Tiger, tiger: My hallucinations as a child

I heard the tiger at the door at the age of five. It sounds early but that’s how it happened. I was small, smaller than I can ever understand, and my mother who now stands nearly a full head shorter looked down at me. I had a high fever and she gripped my hand hard as she watched the sweat drip off my face. Her eyes darted from my face to my bedroom and back again. I didn’t have to say a word. She knew that I saw them in my bedroom. I would not take a step forward. They were there.
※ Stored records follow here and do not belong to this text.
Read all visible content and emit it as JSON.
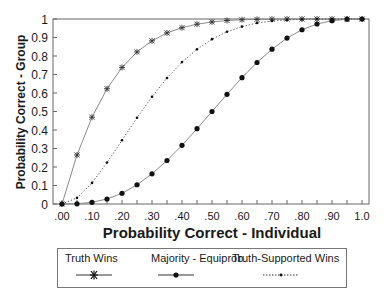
{
  "chart_data": {
    "type": "line",
    "title": "",
    "xlabel": "Probability Correct - Individual",
    "ylabel": "Probability Correct - Group",
    "xlim": [
      0,
      1
    ],
    "ylim": [
      0,
      1
    ],
    "grid": false,
    "legend_position": "bottom",
    "x_tick_labels": [
      ".00",
      ".10",
      ".20",
      ".30",
      ".40",
      ".50",
      ".60",
      ".70",
      ".80",
      ".90",
      "1.0"
    ],
    "y_tick_labels": [
      "0",
      "0.1",
      "0.2",
      "0.3",
      "0.4",
      "0.5",
      "0.6",
      "0.7",
      "0.8",
      "0.9",
      "1"
    ],
    "x": [
      0,
      0.05,
      0.1,
      0.15,
      0.2,
      0.25,
      0.3,
      0.35,
      0.4,
      0.45,
      0.5,
      0.55,
      0.6,
      0.65,
      0.7,
      0.75,
      0.8,
      0.85,
      0.9,
      0.95,
      1.0
    ],
    "series": [
      {
        "name": "Truth Wins",
        "marker": "asterisk",
        "line": "solid",
        "values": [
          0,
          0.265,
          0.469,
          0.623,
          0.738,
          0.822,
          0.882,
          0.925,
          0.953,
          0.972,
          0.984,
          0.992,
          0.996,
          0.998,
          0.999,
          1.0,
          1.0,
          1.0,
          1.0,
          1.0,
          1.0
        ]
      },
      {
        "name": "Majority - Equiprob.",
        "marker": "circle",
        "line": "solid",
        "values": [
          0,
          0.001,
          0.009,
          0.027,
          0.058,
          0.104,
          0.163,
          0.235,
          0.317,
          0.407,
          0.5,
          0.593,
          0.683,
          0.765,
          0.837,
          0.897,
          0.942,
          0.973,
          0.991,
          0.999,
          1.0
        ]
      },
      {
        "name": "Truth-Supported Wins",
        "marker": "small-dot",
        "line": "dotted",
        "values": [
          0,
          0.033,
          0.114,
          0.224,
          0.345,
          0.466,
          0.58,
          0.681,
          0.767,
          0.836,
          0.891,
          0.931,
          0.959,
          0.978,
          0.989,
          0.995,
          0.998,
          1.0,
          1.0,
          1.0,
          1.0
        ]
      }
    ]
  },
  "legend": {
    "items": [
      {
        "label": "Truth Wins"
      },
      {
        "label": "Majority - Equiprob."
      },
      {
        "label": "Truth-Supported Wins"
      }
    ]
  },
  "colors": {
    "axis": "#666666",
    "line": "#8a8a8a",
    "marker": "#111111",
    "text": "#1a1a1a"
  }
}
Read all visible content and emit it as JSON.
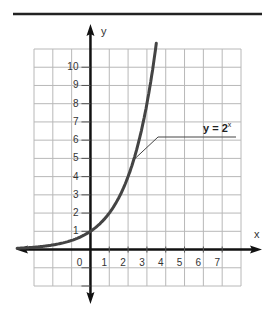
{
  "chart_data": {
    "type": "line",
    "title": "",
    "xlabel": "x",
    "ylabel": "y",
    "xlim": [
      -3,
      8
    ],
    "ylim": [
      -2,
      11
    ],
    "grid": true,
    "x_ticks": [
      "0",
      "1",
      "2",
      "3",
      "4",
      "5",
      "6",
      "7"
    ],
    "y_ticks": [
      "1",
      "2",
      "3",
      "4",
      "5",
      "6",
      "7",
      "8",
      "9",
      "10"
    ],
    "series": [
      {
        "name": "y = 2^x",
        "function": "2^x",
        "x": [
          -3,
          -2,
          -1,
          0,
          1,
          2,
          3,
          3.5
        ],
        "y": [
          0.125,
          0.25,
          0.5,
          1,
          2,
          4,
          8,
          11.3
        ]
      }
    ],
    "annotations": [
      {
        "text": "y = 2",
        "superscript": "x",
        "points_to": [
          2.3,
          4.9
        ]
      }
    ]
  },
  "style": {
    "grid_color": "#b8b8b8",
    "axis_color": "#111111",
    "curve_color": "#444444",
    "rule_color": "#222222"
  }
}
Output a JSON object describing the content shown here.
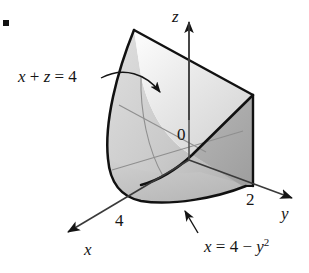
{
  "figure": {
    "kind": "3d-solid-diagram",
    "bullet_marker": "▪",
    "labels": {
      "plane_label": {
        "parts": [
          {
            "text": "x",
            "style": "italic"
          },
          {
            "text": " + ",
            "style": "roman"
          },
          {
            "text": "z",
            "style": "italic"
          },
          {
            "text": " = 4",
            "style": "roman"
          }
        ],
        "plain": "x + z = 4"
      },
      "parabola_label": {
        "parts": [
          {
            "text": "x",
            "style": "italic"
          },
          {
            "text": " = 4 − ",
            "style": "roman"
          },
          {
            "text": "y",
            "style": "italic"
          },
          {
            "text": "2",
            "style": "superscript"
          }
        ],
        "plain": "x = 4 − y²"
      },
      "origin": "0",
      "axis_z": "z",
      "axis_y": "y",
      "axis_x": "x",
      "tick_y_2": "2",
      "tick_x_4": "4"
    },
    "colors": {
      "background": "#ffffff",
      "outline": "#101010",
      "hidden_line": "#8a8a8a",
      "axis": "#4a4a4a",
      "face_top_light": "#f4f4f4",
      "face_top_mid": "#d9d9d9",
      "face_front_light": "#d2d2d2",
      "face_front_dark": "#b2b2b2",
      "face_right_dark": "#a8a8a8",
      "face_bottom": "#c3c3c3",
      "text": "#151515"
    },
    "annotations": {
      "plane_arrow": "curved arrow from plane label into the slanted top face",
      "parabola_arrow": "straight arrow from parabola label up-left to the bottom curved edge"
    }
  }
}
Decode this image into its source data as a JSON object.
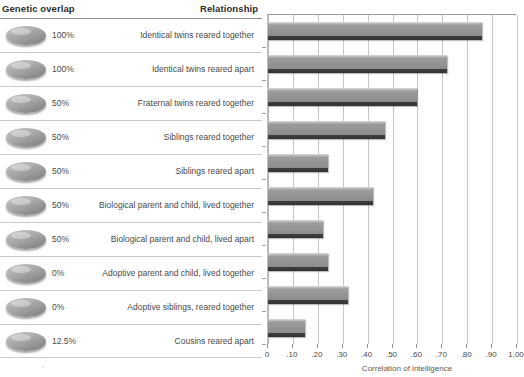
{
  "headers": {
    "genetic_overlap": "Genetic overlap",
    "relationship": "Relationship"
  },
  "rows": [
    {
      "overlap": "100%",
      "relationship": "Identical twins reared together"
    },
    {
      "overlap": "100%",
      "relationship": "Identical twins reared apart"
    },
    {
      "overlap": "50%",
      "relationship": "Fraternal twins reared together"
    },
    {
      "overlap": "50%",
      "relationship": "Siblings reared together"
    },
    {
      "overlap": "50%",
      "relationship": "Siblings reared apart"
    },
    {
      "overlap": "50%",
      "relationship": "Biological parent and child, lived together"
    },
    {
      "overlap": "50%",
      "relationship": "Biological parent and child, lived apart"
    },
    {
      "overlap": "0%",
      "relationship": "Adoptive parent and child, lived together"
    },
    {
      "overlap": "0%",
      "relationship": "Adoptive siblings, reared together"
    },
    {
      "overlap": "12.5%",
      "relationship": "Cousins reared apart"
    }
  ],
  "chart_data": {
    "type": "bar",
    "orientation": "horizontal",
    "title": "",
    "xlabel": "Correlation of intelligence",
    "ylabel": "",
    "xlim": [
      0,
      1.0
    ],
    "grid": true,
    "legend": null,
    "categories": [
      "Identical twins reared together",
      "Identical twins reared apart",
      "Fraternal twins reared together",
      "Siblings reared together",
      "Siblings reared apart",
      "Biological parent and child, lived together",
      "Biological parent and child, lived apart",
      "Adoptive parent and child, lived together",
      "Adoptive siblings, reared together",
      "Cousins reared apart"
    ],
    "values": [
      0.86,
      0.72,
      0.6,
      0.47,
      0.24,
      0.42,
      0.22,
      0.24,
      0.32,
      0.15
    ],
    "tick_labels": [
      "0",
      ".10",
      ".20",
      ".30",
      ".40",
      ".50",
      ".60",
      ".70",
      ".80",
      ".90",
      "1.00"
    ],
    "tick_values": [
      0,
      0.1,
      0.2,
      0.3,
      0.4,
      0.5,
      0.6,
      0.7,
      0.8,
      0.9,
      1.0
    ],
    "bar_color": "#8f8f8f"
  },
  "icons": {
    "pill": "ellipse-chip-icon"
  }
}
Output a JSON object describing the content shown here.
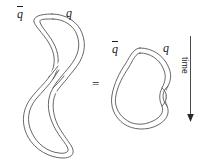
{
  "figure": {
    "kind": "physics-worldsheet-diagram",
    "caption_text": "",
    "relation_symbol": "=",
    "background_color": "#ffffff",
    "stroke_color": "#55565a",
    "label_color": "#1b1b1d",
    "left_diagram": {
      "name": "figure-eight-band",
      "description": "closed band crossing itself once forming a figure eight",
      "labels": {
        "antiquark": "q",
        "antiquark_has_overbar": true,
        "quark": "q"
      }
    },
    "right_diagram": {
      "name": "single-loop-band-with-twist",
      "description": "closed band forming one rounded loop with a small twist on the right edge",
      "labels": {
        "antiquark": "q",
        "antiquark_has_overbar": true,
        "quark": "q"
      }
    },
    "time_axis": {
      "label": "time",
      "direction": "down",
      "arrowhead": "down-arrow-icon"
    }
  }
}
When you’re young, you’re taught that seeing is believing and my eyes saw them. The first tiger padded its way around the end of my bed, turning around at the corner and walking out of view behind a wall. The second and third followed. Their eyes glowed red like the bits of coal that I saw in the barbecue when Dad grilled sausages or skewered meats on the weekends. Red to me meant the devil. I guess I had learned that at Sunday school but I wasn’t entirely sure if they meant any harm. They certainly were intimidating but I knew that they were majestic and beautiful creatures as well, especially in the way they moved, their shoulder blades flexing up and down, undulating with every step. About a year or so later, I would discover the full extent of my double-jointedness and re-enact the stalks of prey I saw on Discovery Channel documentaries. Cheetahs, lions, tigers, all with those pointy bones jutting out of their lean bodies built for the kill.
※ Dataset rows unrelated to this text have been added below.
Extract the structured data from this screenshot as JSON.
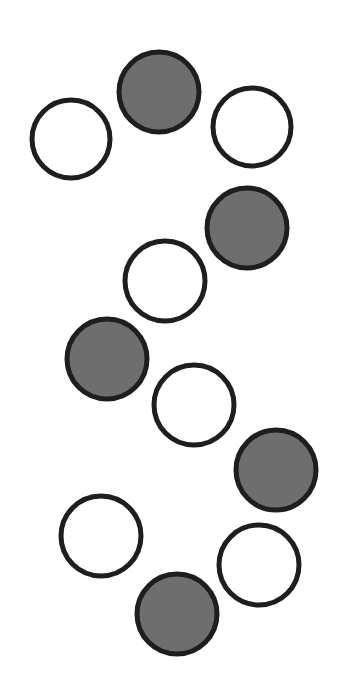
{
  "canvas": {
    "width": 344,
    "height": 697,
    "background": "#ffffff"
  },
  "style": {
    "stroke": "#1e1e1e",
    "stroke_width": 5,
    "filled_color": "#6e6e6e",
    "empty_color": "#ffffff"
  },
  "circles": [
    {
      "cx": 71,
      "cy": 139,
      "r": 39,
      "filled": false
    },
    {
      "cx": 159,
      "cy": 92,
      "r": 40,
      "filled": true
    },
    {
      "cx": 252,
      "cy": 127,
      "r": 39,
      "filled": false
    },
    {
      "cx": 247,
      "cy": 228,
      "r": 40,
      "filled": true
    },
    {
      "cx": 165,
      "cy": 281,
      "r": 40,
      "filled": false
    },
    {
      "cx": 107,
      "cy": 359,
      "r": 40,
      "filled": true
    },
    {
      "cx": 194,
      "cy": 405,
      "r": 40,
      "filled": false
    },
    {
      "cx": 276,
      "cy": 470,
      "r": 40,
      "filled": true
    },
    {
      "cx": 101,
      "cy": 536,
      "r": 40,
      "filled": false
    },
    {
      "cx": 259,
      "cy": 565,
      "r": 40,
      "filled": false
    },
    {
      "cx": 177,
      "cy": 614,
      "r": 40,
      "filled": true
    }
  ]
}
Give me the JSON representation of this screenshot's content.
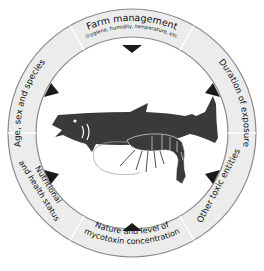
{
  "diagram": {
    "colors": {
      "ring_fill": "#ececec",
      "ring_stroke": "#8a8a8a",
      "arrow": "#1a1a1a",
      "fish": "#3a3a3a",
      "shrimp": "#3a3a3a"
    },
    "segments": [
      {
        "id": "farm-management",
        "label": "Farm management",
        "sublabel": "(hygiene, humidity, temperature, etc."
      },
      {
        "id": "duration-of-exposure",
        "label": "Duration of exposure"
      },
      {
        "id": "other-toxic-entities",
        "label": "Other toxic entities"
      },
      {
        "id": "nature-level-mycotoxin",
        "label_line1": "Nature and level of",
        "label_line2": "mycotoxin concentration"
      },
      {
        "id": "nutritional-health-status",
        "label_line1": "Nutritional",
        "label_line2": "and health status"
      },
      {
        "id": "age-sex-species",
        "label": "Age, sex and species"
      }
    ],
    "center": {
      "illustrations": [
        "fish-icon",
        "shrimp-icon"
      ]
    }
  }
}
When I saw the tigers in my room, I was incredibly afraid that they would deviate from their path but they never did. They always went around the bed and away towards the wall. My fear made me want to bury my face into my mother’s thighs and grab her clothes for comfort, but I could never look away. My eyes stayed open and watched every movement. It was like when I watched a horror or action movie and my parents would tell me to cover my eyes near the climax of the story when death was imminent and I’d watch through a slit in my fingers not wanting to miss a thing. I was in awe of the possibility of what a human could do, or what an animal could do. I wanted to find out how unreal reality could be, how painful, how beautiful. That’s how I felt when I saw the stripes, the fur, the big paws, and the eyes. I didn’t want to miss a thing. I was captivated. Their hypnotic movements and their graceful power entranced me. It wasn’t until years later when I’d wonder, why were there three tigers? Why did they visit me? Did they mean me harm? And the most interesting question of all, where did they come from?
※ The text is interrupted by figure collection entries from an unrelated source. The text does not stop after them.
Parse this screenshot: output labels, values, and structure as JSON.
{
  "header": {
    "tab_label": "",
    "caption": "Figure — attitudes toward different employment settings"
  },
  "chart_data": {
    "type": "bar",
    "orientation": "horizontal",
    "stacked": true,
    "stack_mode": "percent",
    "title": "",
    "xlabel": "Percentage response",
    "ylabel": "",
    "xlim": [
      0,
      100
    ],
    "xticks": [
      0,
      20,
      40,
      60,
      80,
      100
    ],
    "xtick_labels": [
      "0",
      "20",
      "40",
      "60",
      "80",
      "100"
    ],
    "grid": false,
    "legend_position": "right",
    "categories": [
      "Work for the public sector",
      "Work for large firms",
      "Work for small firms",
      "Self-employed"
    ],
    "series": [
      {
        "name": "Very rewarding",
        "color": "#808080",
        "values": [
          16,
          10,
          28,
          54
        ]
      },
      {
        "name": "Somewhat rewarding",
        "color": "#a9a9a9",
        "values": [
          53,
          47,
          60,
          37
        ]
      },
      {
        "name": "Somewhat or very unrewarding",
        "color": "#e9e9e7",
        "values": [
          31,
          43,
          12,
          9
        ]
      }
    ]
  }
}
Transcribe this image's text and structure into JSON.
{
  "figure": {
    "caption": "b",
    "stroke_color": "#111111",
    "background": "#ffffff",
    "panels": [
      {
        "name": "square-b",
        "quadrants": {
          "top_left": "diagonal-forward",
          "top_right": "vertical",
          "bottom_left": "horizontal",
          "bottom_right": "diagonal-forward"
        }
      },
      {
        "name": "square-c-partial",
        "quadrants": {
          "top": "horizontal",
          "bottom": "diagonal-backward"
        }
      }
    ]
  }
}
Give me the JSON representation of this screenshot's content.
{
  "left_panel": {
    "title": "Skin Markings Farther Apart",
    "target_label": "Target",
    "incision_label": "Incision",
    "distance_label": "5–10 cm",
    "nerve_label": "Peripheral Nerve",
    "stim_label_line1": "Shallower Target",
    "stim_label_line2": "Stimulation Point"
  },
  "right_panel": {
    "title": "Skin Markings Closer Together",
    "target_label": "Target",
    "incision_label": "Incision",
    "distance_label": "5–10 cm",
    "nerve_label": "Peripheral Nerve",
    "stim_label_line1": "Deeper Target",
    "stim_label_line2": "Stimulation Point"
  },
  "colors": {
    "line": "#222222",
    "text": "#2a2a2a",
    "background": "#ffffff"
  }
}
Now at the age of twenty five, I have come across a review of a recently published memoir in a magazine. The author uses the phrase, “hear the tiger at the door”, and she uses it to signify the moment when a child realizes that one day their childhood will end, that it’s already ending, that all’s not completely right with the world. After reading that phrase, my thoughts jolted back to the several occasions I saw the tigers. Suddenly I am my five-year-old self again clutching my mother’s hand and staring ahead at the red eyes. How strange it would be if ‘hearing the tiger at the door’ for me is literally when I saw tigers at my door. The connection is uncanny. I can’t help but think that when I saw them I realized there were mystery and grief in the world, pain and loss, and that this was only the beginning of my understanding.

Ever since, I have been weirdly fascinated by tigers and I can’t help but attribute this instinctive desire to stick posters of tigers on my walls, tiger magnets on the fridge and buy tiger themed calendars, to those several nights in which I saw the big cats walking on the carpet I played on, walked on and laid on as a child. Perhaps, the very fabric of my reality, the threads of understanding that weave their way in and out through the years started being sown then. The bud of consciousness that came with witnessing these grand events was planted then and the realization that my five-year-old self did not know everything. I guess that’s what we call wisdom.